The US has backed India amidst a flare-up of border tensions with China with a top diplomat describing Beijing's aggression as "not always rhetorical" and accusing it of continuing with its "provocative and disturbing behaviour" to try to shift the status quo. Alice G Wells, the senior US diplomat for South and Central Asia, said China's border tensions with India and Beijing's increasing assertiveness in the contested South China Sea have some correlation.
"The flare-ups on the border, I think, are a reminder that Chinese aggression is not always just rhetorical. And so whether it's on the South China Sea or whether it's along the border with India we continue to see provocations and disturbing behaviour by China that raises questions about how China seeks to use its growing power," Wells, the outgoing head of the South and Central Asia bureau in the US State Department, told reporters in a conference call on Wednesday. ''There's a method here to Chinese operations, and it is that constant aggression, the constant attempt to shift the norms, to shift what is the status quo. It has to be resisted,'' the senior US diplomat told the Atlantic Council think tank at a separate event held on Wednesday.
She was responding to a question on the recent flare-up on the India-China border. Wells retires from the State Department on May 22 after a 31-year-long career during which she headed the important South and Central Asia Bureau of the State Department for three years in the Trump administration. She also talked about China's aggressive behaviour in the strategic South China Sea. China claims sovereignty over all of the South China Sea. Vietnam, Malaysia, the Philippines, Brunei and Taiwan have counterclaims.
China is engaged in hotly contested territorial disputes in both the South China Sea and the East China Sea. Beijing has built up and militarised many of the islands and reefs it controls in the region. Both areas are stated to be rich in minerals, oil and other natural resources and are also vital to global trade. "And that is why you have seen a rallying of like-minded nations or whether it's .. through ASEAN or through other diplomatic groupings, the trilateral that the United States has with Japan and India, the quadrilateral with Australia, the conversations that are taking place globally as to how we can reinforce the principles of the post-World War II economic order that has supported free and open trade that help lift all boats, including the Chinese boat," Wells said.
"What we want to see is an international system that provides benefit to everyone and not a system in which there is a suzerainty to China. I think in this instance, the border disputes are a reminder of the threat posed by China," the top American diplomat said. On May 5, around 250 Indian and Chinese army personnel clashed with iron rods, sticks, and even resorted to stone-pelting in the Pangong Tso lake area in which soldiers on both sides sustained injuries.
In a separate incident, nearly 150 Indian and Chinese military personnel were engaged in a face-off near Naku La Pass in the Sikkim sector on May 9. At least 10 soldiers from both sides sustained injuries in the incident, according to sources. The troops of India and China were engaged in a 73-day stand-off in Doklam tri-junction in 2017. The India-China border dispute covers the 3,488-km-long Line of Actual Control, the de-facto border between the two countries. China claims Arunachal Pradesh as part of southern Tibet while India contests it. Both sides have emphasised that pending the final resolution of the boundary issue, it is necessary to maintain peace and tranquillity in the border areas.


EXERCISE: Every line of the data must be set down exactly as shown.

[Source data]
..............................

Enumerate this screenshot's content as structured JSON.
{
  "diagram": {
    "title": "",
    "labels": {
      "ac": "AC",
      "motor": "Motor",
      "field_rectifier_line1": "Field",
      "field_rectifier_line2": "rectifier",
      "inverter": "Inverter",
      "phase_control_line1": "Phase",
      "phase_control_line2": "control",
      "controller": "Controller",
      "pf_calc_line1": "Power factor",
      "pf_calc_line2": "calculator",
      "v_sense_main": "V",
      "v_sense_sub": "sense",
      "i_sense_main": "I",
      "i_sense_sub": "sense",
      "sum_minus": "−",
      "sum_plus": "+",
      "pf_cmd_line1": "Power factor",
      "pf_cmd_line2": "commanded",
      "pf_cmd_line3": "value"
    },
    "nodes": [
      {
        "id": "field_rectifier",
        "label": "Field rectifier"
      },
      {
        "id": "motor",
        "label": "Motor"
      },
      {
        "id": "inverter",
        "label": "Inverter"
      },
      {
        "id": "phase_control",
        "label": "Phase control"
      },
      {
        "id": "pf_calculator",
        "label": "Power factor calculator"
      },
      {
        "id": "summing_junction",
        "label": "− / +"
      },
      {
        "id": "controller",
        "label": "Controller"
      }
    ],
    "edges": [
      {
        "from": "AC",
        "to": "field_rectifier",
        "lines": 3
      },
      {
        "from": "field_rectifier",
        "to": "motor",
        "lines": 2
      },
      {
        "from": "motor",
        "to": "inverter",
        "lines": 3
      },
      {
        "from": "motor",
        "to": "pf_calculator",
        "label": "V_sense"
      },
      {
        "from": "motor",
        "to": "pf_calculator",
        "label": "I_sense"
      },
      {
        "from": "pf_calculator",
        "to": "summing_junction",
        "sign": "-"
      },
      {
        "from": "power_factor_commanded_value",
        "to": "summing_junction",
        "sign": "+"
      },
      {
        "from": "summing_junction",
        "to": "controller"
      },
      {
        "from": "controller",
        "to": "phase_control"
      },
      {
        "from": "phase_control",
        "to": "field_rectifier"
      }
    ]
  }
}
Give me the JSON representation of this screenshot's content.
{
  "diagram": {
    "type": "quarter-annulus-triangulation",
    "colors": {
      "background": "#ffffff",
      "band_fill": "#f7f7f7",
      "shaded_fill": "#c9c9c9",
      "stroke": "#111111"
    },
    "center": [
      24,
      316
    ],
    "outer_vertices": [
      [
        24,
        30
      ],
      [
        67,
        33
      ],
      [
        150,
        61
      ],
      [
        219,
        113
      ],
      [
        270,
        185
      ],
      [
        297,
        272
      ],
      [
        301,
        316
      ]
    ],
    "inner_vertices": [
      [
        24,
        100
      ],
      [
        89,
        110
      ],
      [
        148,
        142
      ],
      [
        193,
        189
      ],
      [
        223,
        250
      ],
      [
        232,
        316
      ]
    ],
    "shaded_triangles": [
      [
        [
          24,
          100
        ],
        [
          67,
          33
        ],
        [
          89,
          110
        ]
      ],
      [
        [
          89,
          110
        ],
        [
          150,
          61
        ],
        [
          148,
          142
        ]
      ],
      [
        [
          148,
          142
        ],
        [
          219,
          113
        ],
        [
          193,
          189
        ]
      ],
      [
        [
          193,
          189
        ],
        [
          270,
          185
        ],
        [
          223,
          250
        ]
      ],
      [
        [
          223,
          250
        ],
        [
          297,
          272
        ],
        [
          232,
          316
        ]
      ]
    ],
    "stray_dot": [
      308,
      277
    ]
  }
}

..............................

WRITTEN SOLUTION:
Enumerate this screenshot's content as structured JSON.
{
  "diagram": {
    "title": "",
    "labels": {
      "ac": "AC",
      "motor": "Motor",
      "field_rectifier_line1": "Field",
      "field_rectifier_line2": "rectifier",
      "inverter": "Inverter",
      "phase_control_line1": "Phase",
      "phase_control_line2": "control",
      "controller": "Controller",
      "pf_calc_line1": "Power factor",
      "pf_calc_line2": "calculator",
      "v_sense_main": "V",
      "v_sense_sub": "sense",
      "i_sense_main": "I",
      "i_sense_sub": "sense",
      "sum_minus": "−",
      "sum_plus": "+",
      "pf_cmd_line1": "Power factor",
      "pf_cmd_line2": "commanded",
      "pf_cmd_line3": "value"
    },
    "nodes": [
      {
        "id": "field_rectifier",
        "label": "Field rectifier"
      },
      {
        "id": "motor",
        "label": "Motor"
      },
      {
        "id": "inverter",
        "label": "Inverter"
      },
      {
        "id": "phase_control",
        "label": "Phase control"
      },
      {
        "id": "pf_calculator",
        "label": "Power factor calculator"
      },
      {
        "id": "summing_junction",
        "label": "− / +"
      },
      {
        "id": "controller",
        "label": "Controller"
      }
    ],
    "edges": [
      {
        "from": "AC",
        "to": "field_rectifier",
        "lines": 3
      },
      {
        "from": "field_rectifier",
        "to": "motor",
        "lines": 2
      },
      {
        "from": "motor",
        "to": "inverter",
        "lines": 3
      },
      {
        "from": "motor",
        "to": "pf_calculator",
        "label": "V_sense"
      },
      {
        "from": "motor",
        "to": "pf_calculator",
        "label": "I_sense"
      },
      {
        "from": "pf_calculator",
        "to": "summing_junction",
        "sign": "-"
      },
      {
        "from": "power_factor_commanded_value",
        "to": "summing_junction",
        "sign": "+"
      },
      {
        "from": "summing_junction",
        "to": "controller"
      },
      {
        "from": "controller",
        "to": "phase_control"
      },
      {
        "from": "phase_control",
        "to": "field_rectifier"
      }
    ]
  }
}
Give me the JSON representation of this screenshot's content.
{
  "diagram": {
    "type": "quarter-annulus-triangulation",
    "colors": {
      "background": "#ffffff",
      "band_fill": "#f7f7f7",
      "shaded_fill": "#c9c9c9",
      "stroke": "#111111"
    },
    "center": [
      24,
      316
    ],
    "outer_vertices": [
      [
        24,
        30
      ],
      [
        67,
        33
      ],
      [
        150,
        61
      ],
      [
        219,
        113
      ],
      [
        270,
        185
      ],
      [
        297,
        272
      ],
      [
        301,
        316
      ]
    ],
    "inner_vertices": [
      [
        24,
        100
      ],
      [
        89,
        110
      ],
      [
        148,
        142
      ],
      [
        193,
        189
      ],
      [
        223,
        250
      ],
      [
        232,
        316
      ]
    ],
    "shaded_triangles": [
      [
        [
          24,
          100
        ],
        [
          67,
          33
        ],
        [
          89,
          110
        ]
      ],
      [
        [
          89,
          110
        ],
        [
          150,
          61
        ],
        [
          148,
          142
        ]
      ],
      [
        [
          148,
          142
        ],
        [
          219,
          113
        ],
        [
          193,
          189
        ]
      ],
      [
        [
          193,
          189
        ],
        [
          270,
          185
        ],
        [
          223,
          250
        ]
      ],
      [
        [
          223,
          250
        ],
        [
          297,
          272
        ],
        [
          232,
          316
        ]
      ]
    ],
    "stray_dot": [
      308,
      277
    ]
  }
}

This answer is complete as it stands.